An intelligent app to assist in the treatment and management of HIV patients is launched in Zambia this week. Significant anticipation surrounds the development as if successful, the technology could be extended to assist with the management of other diseases.
Developed for the Zambian Ministry of Health by two teams from the Clinton Health Access Initiative, it avoids the more usual approach of digitizing volumes of existing guidelines, and instead employs elements of Human-Machine Learning (HML). In other words it shifts the focus onto the creation of an app that is configured and programmed firstly to understand large volumes of guideline-content and then to intelligently apply this knowledge to specific patient needs within a consultation. The result, the developers hope, is an app that can be used by any health worker, and from simple data gleaned can understand the needs of a particular patient, and then quickly provide a concise response on next treatment steps required.
The Clinton Health Access Initiative (CHAI) is an international NGO, working towards increasing patient access to life saving drugs, for the treatment and prevention of HIV, TB and other disease areas. The new app, called ZamCG is a collaboration between the Zambian and South African country teams.
Sponsored by CHAI Zambia as the product owner, and produced by CHAI South Africa as the innovator, the app is designed to intelligently understand and dynamically respond to patient needs for accurate clinical guidance.
The project team recognised early on that digital content that can only be used as reference material would quickly become obsolete.
So they set about developing something much more intuitive, and have coined the phrase Activate Consultation to describe what they have come up with. It has been designed to support any healthcare worker in actual live consultations with upto 5 patients at a single point in time. Based on a few simple inputs from the nurse, the app will quickly assess the unique position and condition of each patient in the consultation – and will proceed to instantly generate actionable advice and results that are tailored and specific to each of the patients in the nurse’s consultation. Results are based on the app’s in-built understanding of the clinical guidelines content and will appear on a per-patient basis, on a single screen for up to 5 patients at a time (i.e. maximum of 5 patients within a single consultation, like a family etc.)
This module is envisaged to empower healthcare providers with renewed confidence in their consultations, and will dynamically interact with end-users to provide an accurate, reliable and rapid response on a plethora of topics that span the clinical guidelines, including: HIV testing services, treatment, prophylaxis, monitoring and evaluation, treatment failure, co-morbidities, and HIV programme management.
There are a variety of individuals that form the body of end-users of this application though it is primarily developed for nurses, doctors and patient-facing medical staff – but it could also be of value to other professionals interested in infectious diseases, academicians, researchers, students, civil society, advocacy groups and other related partners.
Just launched in Zambia, ZamCG is viewable on the Google Play store and will soon be available from the Apple and iOS stores.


• **Directions for this task**:
Every line below that holds the word "Tooltip" must be listed.

• **Dataset entries**:
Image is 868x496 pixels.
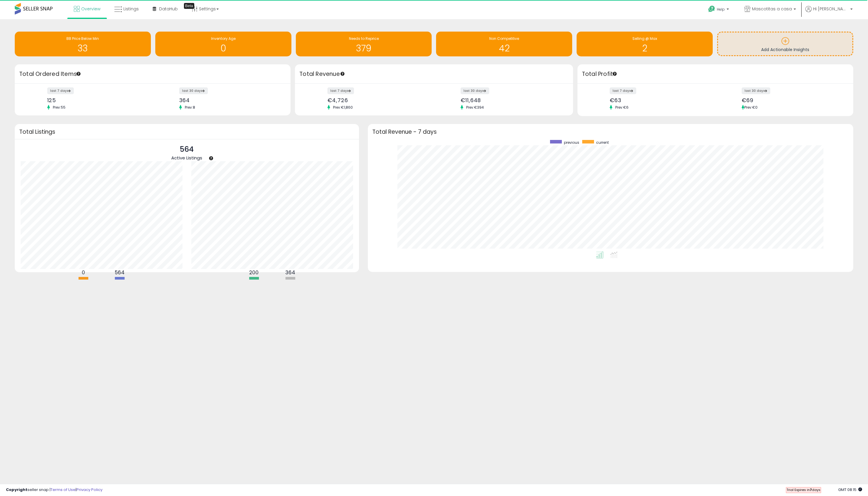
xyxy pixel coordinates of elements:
label: last 7 days [47,87,74,94]
span: Add Actionable Insights [761,46,809,53]
h3: Total Revenue - 7 days [372,129,849,134]
div: Tooltip anchor [612,71,618,76]
span: Non Competitive [489,36,519,41]
span: BB Price Below Min [67,36,99,41]
b: 564 [115,269,125,276]
label: last 7 days [327,87,354,94]
span: Selling @ Max [632,36,657,41]
a: Inventory Age 0 [155,32,291,56]
span: Active Listings [171,155,202,161]
h3: Total Revenue [299,70,569,78]
span: Overview [81,6,100,12]
span: Prev: €6 [612,105,632,110]
label: last 7 days [610,87,636,94]
a: BB Price Below Min 33 [15,32,151,56]
div: Tooltip anchor [208,156,214,161]
span: current [596,140,609,145]
span: DataHub [159,6,178,12]
h1: 0 [158,43,288,53]
div: €69 [742,97,843,103]
label: last 30 days [461,87,489,94]
a: Add Actionable Insights [718,32,852,55]
b: 0 [82,269,85,276]
a: Hi [PERSON_NAME] [805,6,853,19]
b: 364 [285,269,295,276]
h1: 33 [18,43,148,53]
a: Help [704,1,735,19]
b: 200 [249,269,258,276]
h1: 42 [439,43,569,53]
span: Hi [PERSON_NAME] [813,6,848,12]
h1: 379 [299,43,429,53]
div: Tooltip anchor [184,3,194,9]
span: Listings [123,6,139,12]
div: €63 [610,97,711,103]
span: Prev: 8 [182,105,198,110]
h1: 2 [580,43,710,53]
div: 364 [179,97,280,103]
i: Get Help [708,5,715,13]
label: last 30 days [179,87,208,94]
span: Inventory Age [211,36,236,41]
span: Prev: 55 [50,105,68,110]
a: Needs to Reprice 379 [296,32,432,56]
div: Tooltip anchor [340,71,345,76]
span: previous [564,140,579,145]
span: Prev: €394 [463,105,487,110]
span: Mascotitas a casa [752,6,792,12]
a: Non Competitive 42 [436,32,572,56]
div: €11,648 [461,97,563,103]
span: Needs to Reprice [349,36,379,41]
h3: Total Ordered Items [19,70,286,78]
span: Prev: €1,860 [330,105,356,110]
div: 125 [47,97,148,103]
a: Selling @ Max 2 [577,32,713,56]
div: €4,726 [327,97,429,103]
label: last 30 days [742,87,770,94]
div: Tooltip anchor [76,71,81,76]
h3: Total Profit [582,70,849,78]
span: Help [717,7,725,12]
span: Prev: €0 [744,105,757,110]
h3: Total Listings [19,129,354,134]
p: 564 [171,144,202,155]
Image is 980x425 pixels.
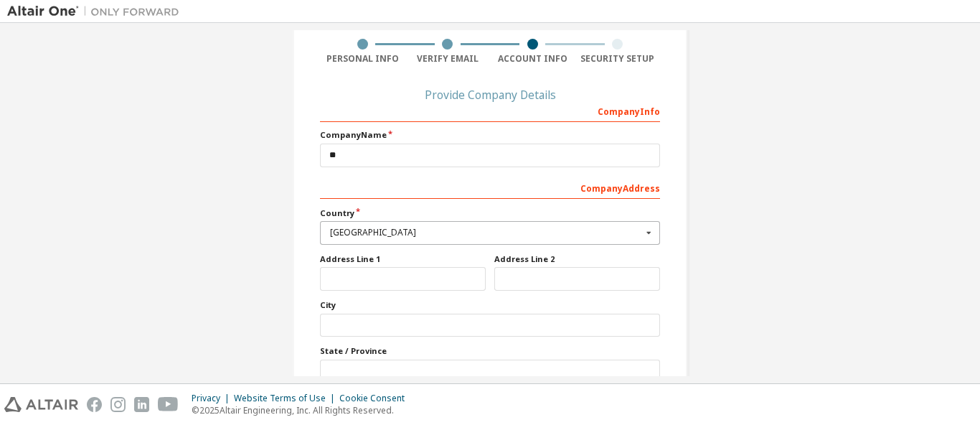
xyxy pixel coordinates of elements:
div: Personal Info [320,53,405,65]
div: Cookie Consent [339,393,414,405]
div: Company Address [320,176,660,199]
div: Account Info [490,53,576,65]
img: youtube.svg [158,397,179,412]
label: Address Line 2 [495,253,660,265]
img: instagram.svg [111,397,125,412]
img: facebook.svg [87,397,101,412]
div: [GEOGRAPHIC_DATA] [330,229,642,237]
div: Privacy [192,393,234,405]
div: Security Setup [576,53,661,65]
div: Verify Email [405,53,491,65]
label: Country [320,207,660,219]
label: Company Name [320,129,660,141]
label: City [320,300,660,311]
p: © 2025 Altair Engineering, Inc. All Rights Reserved. [192,405,414,416]
div: Company Info [320,99,660,122]
img: Altair One [7,4,187,19]
label: Address Line 1 [320,253,486,265]
div: Website Terms of Use [234,393,339,405]
img: linkedin.svg [134,397,149,412]
label: State / Province [320,346,660,357]
div: Provide Company Details [320,90,660,99]
img: altair_logo.svg [4,397,78,412]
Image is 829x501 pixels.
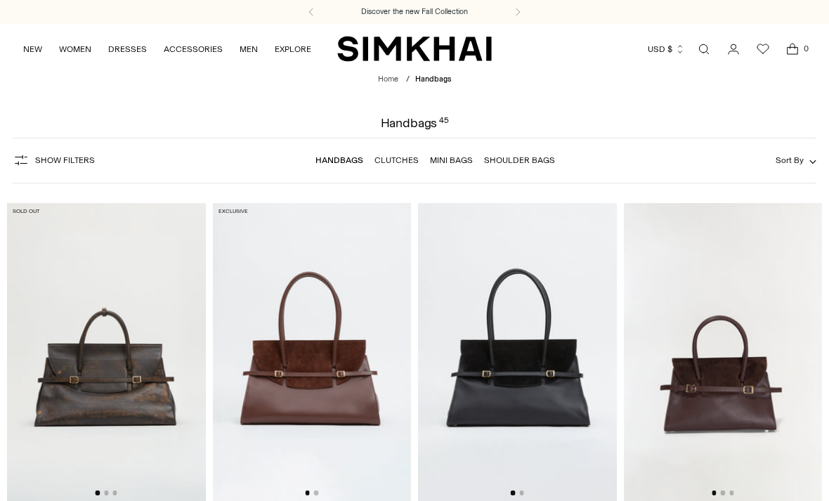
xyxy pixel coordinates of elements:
[13,149,95,172] button: Show Filters
[35,155,95,165] span: Show Filters
[730,491,734,495] button: Go to slide 3
[96,491,100,495] button: Go to slide 1
[378,75,399,84] a: Home
[690,35,718,63] a: Open search modal
[776,155,804,165] span: Sort By
[721,491,725,495] button: Go to slide 2
[800,42,813,55] span: 0
[749,35,777,63] a: Wishlist
[430,155,473,165] a: Mini Bags
[23,34,42,65] a: NEW
[7,203,206,501] img: River Leather Weekender Tote
[213,203,412,501] img: River Suede Shoulder Bag
[164,34,223,65] a: ACCESSORIES
[275,34,311,65] a: EXPLORE
[712,491,716,495] button: Go to slide 1
[337,35,492,63] a: SIMKHAI
[624,203,823,501] img: River Suede Mini Bag
[720,35,748,63] a: Go to the account page
[381,117,449,129] h1: Handbags
[779,35,807,63] a: Open cart modal
[240,34,258,65] a: MEN
[104,491,108,495] button: Go to slide 2
[418,203,617,501] img: River Suede Shoulder Bag
[648,34,685,65] button: USD $
[59,34,91,65] a: WOMEN
[439,117,449,129] div: 45
[316,155,363,165] a: Handbags
[519,491,524,495] button: Go to slide 2
[108,34,147,65] a: DRESSES
[406,74,410,86] div: /
[378,74,451,86] nav: breadcrumbs
[305,491,309,495] button: Go to slide 1
[776,153,817,168] button: Sort By
[112,491,117,495] button: Go to slide 3
[375,155,419,165] a: Clutches
[361,6,468,18] a: Discover the new Fall Collection
[415,75,451,84] span: Handbags
[316,146,555,175] nav: Linked collections
[484,155,555,165] a: Shoulder Bags
[314,491,318,495] button: Go to slide 2
[511,491,515,495] button: Go to slide 1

• **Written reply**:
div: Tooltip anchor [612,71,618,76]
div: Tooltip anchor [208,156,214,161]
div: Tooltip anchor [184,3,194,9]
div: Tooltip anchor [340,71,345,76]
div: Tooltip anchor [76,71,81,76]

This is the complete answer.